The nest is one of five spiked anti-bird nests found in Europe. Heemstra and a colleague reported this phenomenon July 11 in Deinsea, the online journal of the Natural History Museum Rotterdam. Pointy strips of bird repellent usually line the friezes in cities around the world. Now they line up at some bird’s house.

It was this nest that started the new study. The nest is decorated with about 50 meters of anti-bird tape, which contains more than 1,500 nails. The strips were originally intended to deter birds from landing on buildings. The photo was taken in the laboratory after the nest was removed.Source: https://www.sciencenews.org/article/birds-use-antibird-spikes-build-nests

The study began when a patient at a hospital in Antwerp looked out his window and saw the nest in question. He sent a photo to Hiemstra, who is researching nests and plastic pollution at the Naturalis Center for Biodiversity in Leiden, the Netherlands. After the breeding season, Heemstra and his team traveled to recover the nest and bring it back to the lab for study. When he wrote his account of the nest, he received advice about four similar nests in towns in Holland and Scotland.

This magpie’s nest made of anti-bird spikes was found on a plum tree in Enschede, the Netherlands. The bumps on this nest are a mixture of materials: some are metal and the rest are all plastic.Source: https://www.sciencenews.org/article/birds-use-antibird-spikes-build-nests

The nests belong to magpies (Pica pica) and crows (Corvus corone). Crows use thistles as part of their nest structure. But Hiemstra believes magpies use it for what it was originally intended for: to ward off other birds.
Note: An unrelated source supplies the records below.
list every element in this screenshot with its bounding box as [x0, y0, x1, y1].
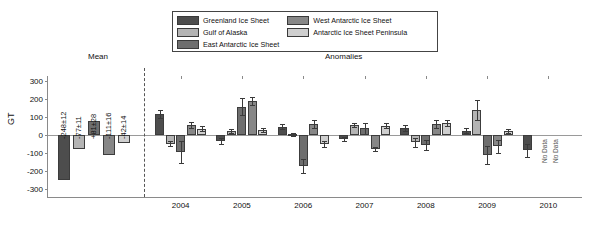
error-bar-cap — [280, 124, 285, 125]
error-bar-cap — [506, 133, 511, 134]
y-axis-tick-mark — [45, 99, 48, 100]
legend-item-east-antarctic: East Antarctic Ice Sheet — [177, 39, 279, 50]
x-axis-tick-mark — [303, 76, 304, 79]
error-bar — [252, 97, 253, 105]
error-bar-cap — [384, 123, 389, 124]
anomaly-bar — [400, 128, 409, 136]
legend-label-west-antarctic: West Antarctic Ice Sheet — [313, 16, 391, 25]
anomaly-bar — [472, 110, 481, 135]
anomaly-bar — [248, 101, 257, 135]
legend-swatch-gulf-of-alaska — [177, 28, 199, 37]
anomaly-bar — [432, 124, 441, 135]
mean-bar — [118, 135, 130, 143]
error-bar-cap — [525, 157, 530, 158]
error-bar-cap — [363, 134, 368, 135]
x-axis-tick-mark — [426, 76, 427, 79]
error-bar-cap — [485, 146, 490, 147]
x-axis-tick-label: 2005 — [233, 201, 251, 210]
error-bar-cap — [342, 137, 347, 138]
legend-label-gulf-of-alaska: Gulf of Alaska — [203, 28, 247, 37]
error-bar — [426, 140, 427, 150]
legend-column-left: Greenland Ice Sheet Gulf of Alaska East … — [177, 15, 279, 50]
anomaly-bar — [288, 134, 297, 136]
error-bar-cap — [312, 128, 317, 129]
error-bar-cap — [261, 132, 266, 133]
y-axis-tick-mark — [45, 171, 48, 172]
error-bar-cap — [352, 127, 357, 128]
error-bar — [527, 144, 528, 158]
error-bar-cap — [168, 146, 173, 147]
legend-item-gulf-of-alaska: Gulf of Alaska — [177, 27, 279, 38]
error-bar-cap — [312, 120, 317, 121]
legend-label-greenland: Greenland Ice Sheet — [203, 16, 269, 25]
legend-swatch-greenland — [177, 16, 199, 25]
error-bar-cap — [229, 133, 234, 134]
mean-value-label: -77±11 — [74, 116, 83, 139]
anomaly-bar — [493, 135, 502, 146]
error-bar — [282, 124, 283, 129]
error-bar-cap — [403, 131, 408, 132]
error-bar-cap — [373, 147, 378, 148]
mean-value-label: -111±16 — [104, 113, 113, 139]
error-bar-cap — [322, 147, 327, 148]
y-axis-tick-mark — [45, 81, 48, 82]
error-bar — [231, 129, 232, 133]
anomaly-bar — [216, 135, 225, 141]
error-bar — [375, 147, 376, 151]
error-bar — [263, 128, 264, 132]
anomaly-bar — [309, 124, 318, 135]
error-bar — [508, 129, 509, 133]
error-bar-cap — [434, 128, 439, 129]
error-bar-cap — [464, 128, 469, 129]
error-bar — [415, 138, 416, 147]
x-axis-tick-mark — [487, 76, 488, 79]
error-bar-cap — [445, 126, 450, 127]
error-bar — [365, 123, 366, 134]
error-bar — [221, 138, 222, 144]
anomaly-bar — [523, 135, 532, 150]
error-bar — [160, 110, 161, 118]
error-bar — [293, 133, 294, 136]
legend-item-greenland: Greenland Ice Sheet — [177, 15, 279, 26]
error-bar-cap — [496, 153, 501, 154]
error-bar-cap — [179, 163, 184, 164]
error-bar-cap — [434, 120, 439, 121]
anomaly-bar — [166, 135, 175, 144]
x-axis-tick-label: 2004 — [172, 201, 190, 210]
error-bar-cap — [250, 105, 255, 106]
error-bar-cap — [250, 97, 255, 98]
error-bar-cap — [352, 123, 357, 124]
error-bar-cap — [200, 131, 205, 132]
mean-bar — [103, 135, 115, 155]
anomaly-bar — [278, 127, 287, 135]
error-bar-cap — [219, 138, 224, 139]
plot-area: 3002001000-100-200-300-248±12-77±11+81±2… — [47, 76, 582, 198]
error-bar-cap — [485, 164, 490, 165]
error-bar-cap — [506, 129, 511, 130]
legend-label-peninsula: Antarctic Ice Sheet Peninsula — [313, 28, 407, 37]
error-bar-cap — [413, 138, 418, 139]
error-bar — [477, 100, 478, 120]
anomaly-bar — [258, 130, 267, 135]
error-bar — [181, 141, 182, 163]
anomaly-bar — [381, 126, 390, 135]
section-header-mean: Mean — [88, 52, 108, 61]
x-axis-tick-label: 2007 — [356, 201, 374, 210]
error-bar — [447, 120, 448, 125]
error-bar-cap — [496, 140, 501, 141]
anomaly-bar — [360, 128, 369, 135]
error-bar — [314, 120, 315, 127]
error-bar — [498, 140, 499, 153]
error-bar — [303, 159, 304, 173]
x-axis-tick-mark — [548, 76, 549, 79]
error-bar-cap — [291, 136, 296, 137]
mean-bar — [58, 135, 70, 179]
error-bar-cap — [200, 126, 205, 127]
legend-column-right: West Antarctic Ice Sheet Antarctic Ice S… — [287, 15, 407, 50]
error-bar-cap — [301, 159, 306, 160]
anomaly-bar — [411, 135, 420, 142]
error-bar — [405, 125, 406, 131]
error-bar-cap — [475, 100, 480, 101]
anomaly-bar — [504, 131, 513, 135]
error-bar-cap — [291, 133, 296, 134]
Magpies are relatively small, so they build domed roofs over their nests to protect their eggs and young from birds of prey. Magpies often decorate their roofs with thorny branches for extra protection. But in big cities, thorns are hard to come by, so magpies get creative with whatever materials they can get their hands on, like nails, screws, or knitting needles. Researchers say anti-bird spikes serve as the ultimate replacement for the Anthropocene.

The observation is fascinating, and the application of citizen science commendable, says Zuzana Jagiello, an ecologist at the University of Warsaw who was not involved in the study. But he believes the paper lacks field experiments or observations to claim that spikes are used as a deterrent to birds in magpies’ nests. This is a starting point for a deeper exploration of the phenomenon.

The nest of this magpie, covered with bird repellent, was found on a housing estate in the Patrick district of Glasgow in Scotland.Source: https://www.sciencenews.org/article/birds-use-antibird-spikes-build-nests

Hiemstra ro With enough nests, you might even be able to study whether spikes improve the survival of young magpies.